No defence witnesses called in Entwistle murder trial
Jurors trying Englishman Neil Entwistle accused of the murders of his American wife and baby are to hear closing arguments.
Entwistle's defence team offered no witnesses after the prosecutors rested their case on Monday.
The 29-year-old former IT worker denies killing his 27-year-old wife Rachel and nine-month-old daughter Lillian Rose on January 20, 2006.
Judge Diane Kottmyer told the jury at the Middlesex County Superior Court that there would be a break for legal arguments before closing speeches would be heard.
Entwistle had a secret life in which he trawled the internet for escorts and looked at websites about bankruptcy, killing and suicide before shooting dead his family in the four-poster bed at their new home in Hopkinton, Massachusetts, the court has heard.
The jury panel of eight men and eight women was told that a post-mortem examination found Rachel was shot in the forehead at close range and Lillian was killed with a bullet which passed through her abdomen and lodged above her mother's left breast as she cradled her on the bed.
Entwistle, who told US authorities he found the bodies after returning from a shopping trip, faces life in prison without the possibility of parole if convicted of the double murder.
Earlier, the jury heard a recording of a phone call between Middlesex state trooper Robert Manning and Entwistle on January 26, after he travelled to England on a one-way ticket.
Entwistle simply responded "OK" when Mr Manning, the lead investigator in the case, told him the deaths were being treated as the result of "foul play".
He also said that when he saw the bodies there was "no question" that they were dead and asked whether the trooper thought his wife and baby had suffered.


* What to do *
Keep each line of the material that includes "Giveaways", and leave out the rest.

* Task material *
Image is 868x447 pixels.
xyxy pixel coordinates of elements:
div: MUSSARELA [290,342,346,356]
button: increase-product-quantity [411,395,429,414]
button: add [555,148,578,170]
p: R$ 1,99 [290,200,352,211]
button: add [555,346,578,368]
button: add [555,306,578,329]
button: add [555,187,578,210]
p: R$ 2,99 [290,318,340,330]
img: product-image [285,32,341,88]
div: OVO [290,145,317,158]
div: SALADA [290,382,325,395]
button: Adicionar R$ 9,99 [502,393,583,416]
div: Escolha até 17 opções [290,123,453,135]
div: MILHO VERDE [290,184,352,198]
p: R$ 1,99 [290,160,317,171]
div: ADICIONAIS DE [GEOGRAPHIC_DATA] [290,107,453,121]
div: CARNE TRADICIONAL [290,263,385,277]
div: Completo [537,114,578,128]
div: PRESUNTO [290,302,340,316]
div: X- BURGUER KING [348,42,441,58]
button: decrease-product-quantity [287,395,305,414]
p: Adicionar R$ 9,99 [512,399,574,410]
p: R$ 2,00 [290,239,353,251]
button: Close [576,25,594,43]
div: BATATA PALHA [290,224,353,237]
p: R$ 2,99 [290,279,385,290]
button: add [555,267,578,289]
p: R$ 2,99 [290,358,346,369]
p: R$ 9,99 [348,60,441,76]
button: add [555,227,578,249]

...

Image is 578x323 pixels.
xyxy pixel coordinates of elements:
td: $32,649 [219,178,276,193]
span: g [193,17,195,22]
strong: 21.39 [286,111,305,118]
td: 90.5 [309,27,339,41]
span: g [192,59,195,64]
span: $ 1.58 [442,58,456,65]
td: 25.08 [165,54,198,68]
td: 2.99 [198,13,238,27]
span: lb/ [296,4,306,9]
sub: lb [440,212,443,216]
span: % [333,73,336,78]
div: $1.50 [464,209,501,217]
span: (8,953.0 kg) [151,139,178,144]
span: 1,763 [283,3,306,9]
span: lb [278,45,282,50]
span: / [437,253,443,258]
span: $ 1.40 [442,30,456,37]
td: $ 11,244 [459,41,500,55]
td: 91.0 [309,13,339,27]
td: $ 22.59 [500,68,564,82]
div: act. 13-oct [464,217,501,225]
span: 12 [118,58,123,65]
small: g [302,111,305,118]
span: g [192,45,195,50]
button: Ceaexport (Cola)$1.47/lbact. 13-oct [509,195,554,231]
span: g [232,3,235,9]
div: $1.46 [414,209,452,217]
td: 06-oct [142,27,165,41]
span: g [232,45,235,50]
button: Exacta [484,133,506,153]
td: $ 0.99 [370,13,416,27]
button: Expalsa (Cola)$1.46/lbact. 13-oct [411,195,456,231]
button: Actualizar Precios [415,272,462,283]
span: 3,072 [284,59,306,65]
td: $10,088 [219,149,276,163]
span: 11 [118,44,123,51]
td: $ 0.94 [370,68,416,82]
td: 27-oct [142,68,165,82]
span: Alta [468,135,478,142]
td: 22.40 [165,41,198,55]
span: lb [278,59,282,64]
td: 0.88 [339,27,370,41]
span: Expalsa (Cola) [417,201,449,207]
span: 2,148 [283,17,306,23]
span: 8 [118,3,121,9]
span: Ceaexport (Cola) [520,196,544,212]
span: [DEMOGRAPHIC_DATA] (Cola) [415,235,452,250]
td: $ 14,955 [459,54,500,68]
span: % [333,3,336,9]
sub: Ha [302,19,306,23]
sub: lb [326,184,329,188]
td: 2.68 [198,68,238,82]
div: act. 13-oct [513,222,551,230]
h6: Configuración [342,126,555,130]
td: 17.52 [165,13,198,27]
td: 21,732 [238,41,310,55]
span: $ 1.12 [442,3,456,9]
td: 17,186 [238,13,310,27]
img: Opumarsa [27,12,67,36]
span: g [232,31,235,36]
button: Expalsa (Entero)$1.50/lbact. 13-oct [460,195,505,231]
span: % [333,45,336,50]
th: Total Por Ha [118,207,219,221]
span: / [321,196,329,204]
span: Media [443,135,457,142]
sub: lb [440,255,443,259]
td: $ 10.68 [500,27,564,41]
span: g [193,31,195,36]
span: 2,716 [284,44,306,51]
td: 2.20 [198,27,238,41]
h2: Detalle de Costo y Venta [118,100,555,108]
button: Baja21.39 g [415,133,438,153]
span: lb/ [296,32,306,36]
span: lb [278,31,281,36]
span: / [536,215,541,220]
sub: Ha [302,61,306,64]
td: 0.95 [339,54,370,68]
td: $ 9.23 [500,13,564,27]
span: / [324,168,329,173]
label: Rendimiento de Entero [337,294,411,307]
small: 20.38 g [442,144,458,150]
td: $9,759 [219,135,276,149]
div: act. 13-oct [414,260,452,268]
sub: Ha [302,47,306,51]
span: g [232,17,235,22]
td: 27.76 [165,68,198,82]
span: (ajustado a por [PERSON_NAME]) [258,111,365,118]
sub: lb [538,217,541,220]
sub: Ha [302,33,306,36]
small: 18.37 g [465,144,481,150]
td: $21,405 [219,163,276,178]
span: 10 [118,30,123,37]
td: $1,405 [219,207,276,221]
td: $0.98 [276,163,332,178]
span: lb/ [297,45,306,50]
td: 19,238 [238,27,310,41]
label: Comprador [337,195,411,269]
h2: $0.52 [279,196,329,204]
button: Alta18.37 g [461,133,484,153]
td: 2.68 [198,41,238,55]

* * *

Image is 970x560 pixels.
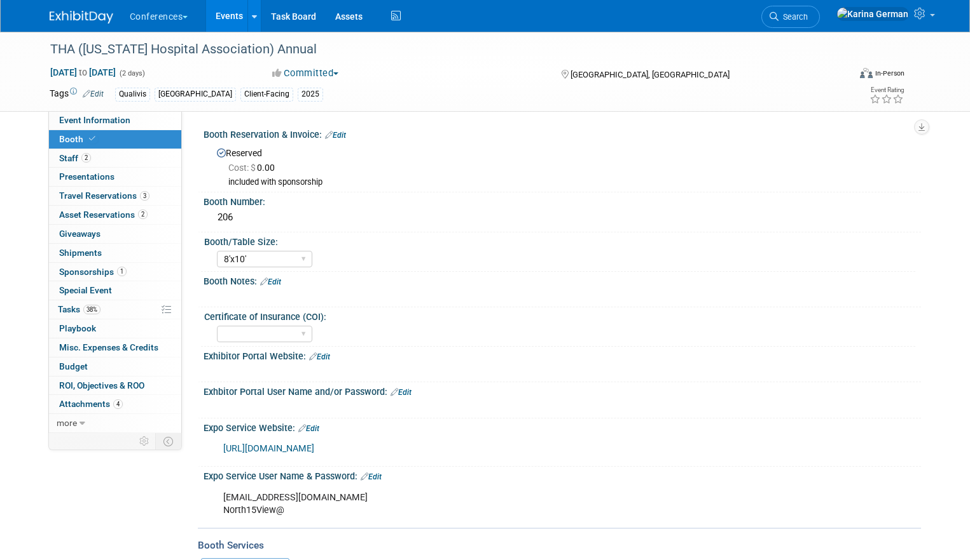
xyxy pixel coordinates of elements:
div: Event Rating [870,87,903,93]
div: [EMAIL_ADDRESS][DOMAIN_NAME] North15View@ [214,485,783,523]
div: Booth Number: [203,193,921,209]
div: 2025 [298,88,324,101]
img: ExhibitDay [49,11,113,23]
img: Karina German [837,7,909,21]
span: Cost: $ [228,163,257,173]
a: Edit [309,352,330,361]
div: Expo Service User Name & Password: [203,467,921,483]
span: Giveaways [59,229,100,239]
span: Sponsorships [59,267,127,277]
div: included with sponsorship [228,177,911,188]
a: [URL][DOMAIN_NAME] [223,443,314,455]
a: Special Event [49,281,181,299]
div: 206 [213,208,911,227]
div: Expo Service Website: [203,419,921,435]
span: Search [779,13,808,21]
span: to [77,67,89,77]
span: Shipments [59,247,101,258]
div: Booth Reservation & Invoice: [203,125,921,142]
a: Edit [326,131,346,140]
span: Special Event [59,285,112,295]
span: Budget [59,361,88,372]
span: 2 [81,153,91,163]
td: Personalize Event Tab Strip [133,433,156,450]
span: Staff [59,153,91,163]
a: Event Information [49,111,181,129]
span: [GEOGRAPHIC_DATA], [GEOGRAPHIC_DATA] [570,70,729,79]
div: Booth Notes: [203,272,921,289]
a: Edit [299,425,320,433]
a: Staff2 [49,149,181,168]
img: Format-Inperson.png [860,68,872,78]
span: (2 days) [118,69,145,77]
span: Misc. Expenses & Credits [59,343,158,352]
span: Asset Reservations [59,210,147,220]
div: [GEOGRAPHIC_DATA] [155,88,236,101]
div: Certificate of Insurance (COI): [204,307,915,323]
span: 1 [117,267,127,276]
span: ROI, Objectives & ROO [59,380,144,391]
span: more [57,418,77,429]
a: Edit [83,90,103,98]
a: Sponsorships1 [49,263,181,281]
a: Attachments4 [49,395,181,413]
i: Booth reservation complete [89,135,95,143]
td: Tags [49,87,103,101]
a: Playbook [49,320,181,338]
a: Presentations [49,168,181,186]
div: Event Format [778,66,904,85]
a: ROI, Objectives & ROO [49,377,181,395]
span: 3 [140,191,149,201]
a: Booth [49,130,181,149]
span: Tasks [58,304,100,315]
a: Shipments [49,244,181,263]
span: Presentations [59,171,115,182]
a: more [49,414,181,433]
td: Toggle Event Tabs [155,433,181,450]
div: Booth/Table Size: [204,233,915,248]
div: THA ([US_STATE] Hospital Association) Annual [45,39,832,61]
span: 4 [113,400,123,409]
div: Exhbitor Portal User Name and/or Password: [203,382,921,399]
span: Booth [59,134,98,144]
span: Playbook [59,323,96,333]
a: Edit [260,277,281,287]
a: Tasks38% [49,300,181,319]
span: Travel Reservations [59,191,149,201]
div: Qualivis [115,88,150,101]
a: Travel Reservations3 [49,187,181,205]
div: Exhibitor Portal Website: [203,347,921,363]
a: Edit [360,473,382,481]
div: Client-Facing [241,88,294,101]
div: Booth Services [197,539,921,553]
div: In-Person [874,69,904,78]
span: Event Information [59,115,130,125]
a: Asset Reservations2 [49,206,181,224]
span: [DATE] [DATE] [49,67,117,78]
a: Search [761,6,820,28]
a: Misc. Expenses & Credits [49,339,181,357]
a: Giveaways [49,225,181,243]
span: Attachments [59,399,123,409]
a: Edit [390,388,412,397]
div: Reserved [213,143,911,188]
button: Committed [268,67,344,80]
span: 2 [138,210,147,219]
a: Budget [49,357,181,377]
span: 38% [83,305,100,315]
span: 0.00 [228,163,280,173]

* Written answer *
span: Giveaways [59,229,100,239]
a: Giveaways [49,225,181,243]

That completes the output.